Thin volumes supported

Yes

No

Full disk encryption (FDE) supported

Yes

Yes

Data Assurance (DA) supported

Yes

Yes

Shelf loss protection supported

Yes

Yes

Drawer loss protection supported

Yes

Yes

Mixed drive speeds supported

Recommended to be the same, but not required. Slowest drive determines speed for all drives.

Recommended to be the same, but not required. Slowest drive determines speed for all drives.

Mixed drive capacity supported

Recommended to be the same, but not required. Smallest drive determines capacity for all drives.

Recommended to be the same, but not required. Smallest drive determines capacity for all drives.

Minimum number of drives

11

Depends on RAID level. RAID 0 needs 1. RAID 1 or 10 needs 2 (requires an even number). RAID 5 minimum is 3. RAID 6 minimum is 5.

Maximum number of drives

Up to the maximum limit for the storage array

RAID 1 and 10—​up to the maximum limit of the storage array RAID 5, 6—​30 drives

Can choose individual drives when creating a volume

No

Yes

Can specify segment size when creating a volume

Yes. 128K supported.

Yes

Can specify I/O characteristics when creating a volume

No

Yes. File system, database, multimedia, and custom supported.

Drive failure protection

Uses preservation capacity on each drive in the pool making reconstruction faster.

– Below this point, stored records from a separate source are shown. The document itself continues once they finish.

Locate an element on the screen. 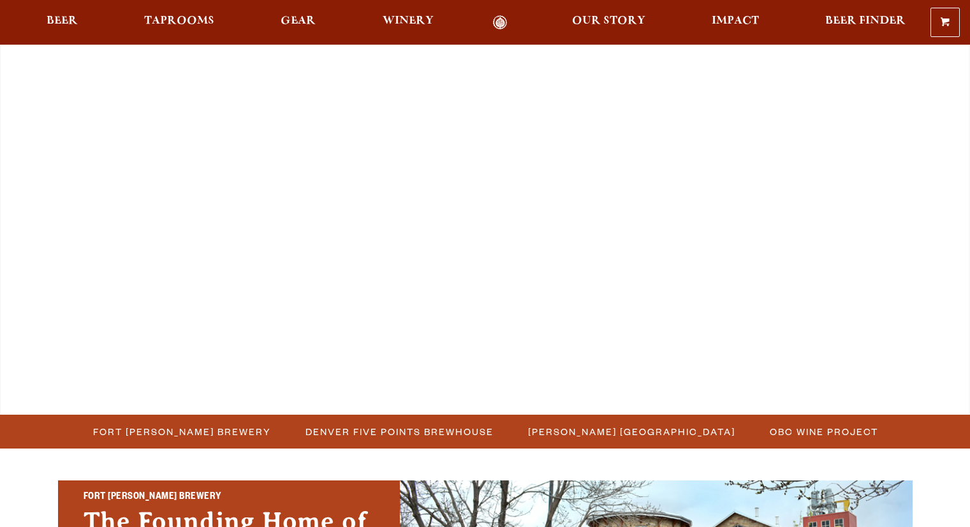 The width and height of the screenshot is (970, 527). a: Beer Finder is located at coordinates (865, 22).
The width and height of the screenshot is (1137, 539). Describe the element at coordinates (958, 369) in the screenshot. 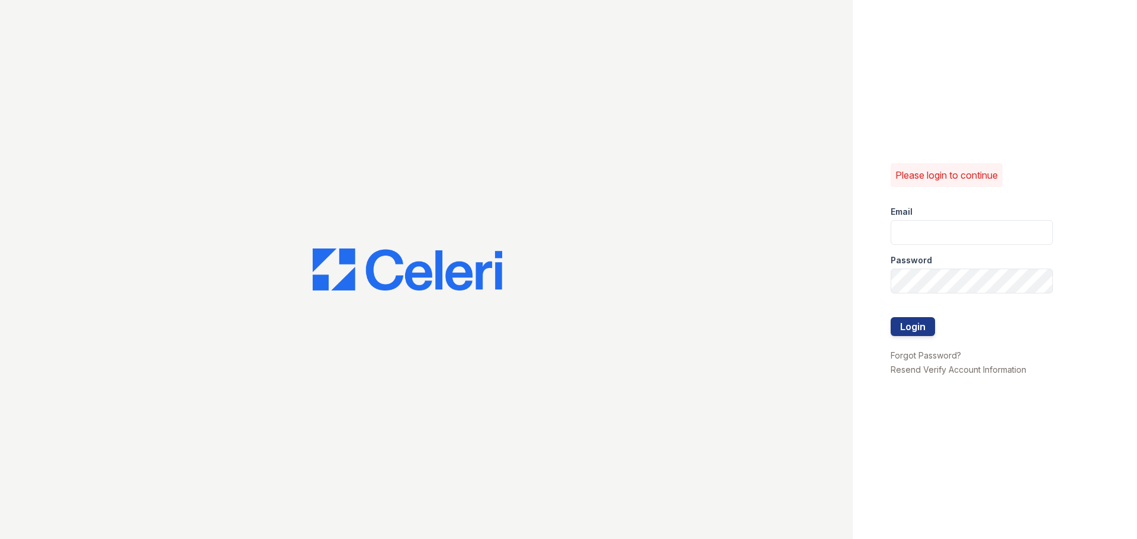

I see `a: Resend Verify Account Information` at that location.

Uses a hot spare drive. Reconstruction is limited by the IOPs of the drive.

Warning when reaching capacity limit

Yes. Can set an alert when used capacity reaches a percentage of the maximum capacity.

No

Migration to a different storage array supported

No. Requires that you migrate to a volume group first.

Yes

Dynamic Segment Size (DSS)

No

Yes

Can change RAID level

No

Yes

Volume expansion (increase capacity)

Yes

Yes

Capacity expansion (add capacity)

Yes

Yes

Capacity reduction

Yes

No

Note

Mixed drive types (HDD, SSD) are not supported for either pools or volume groups.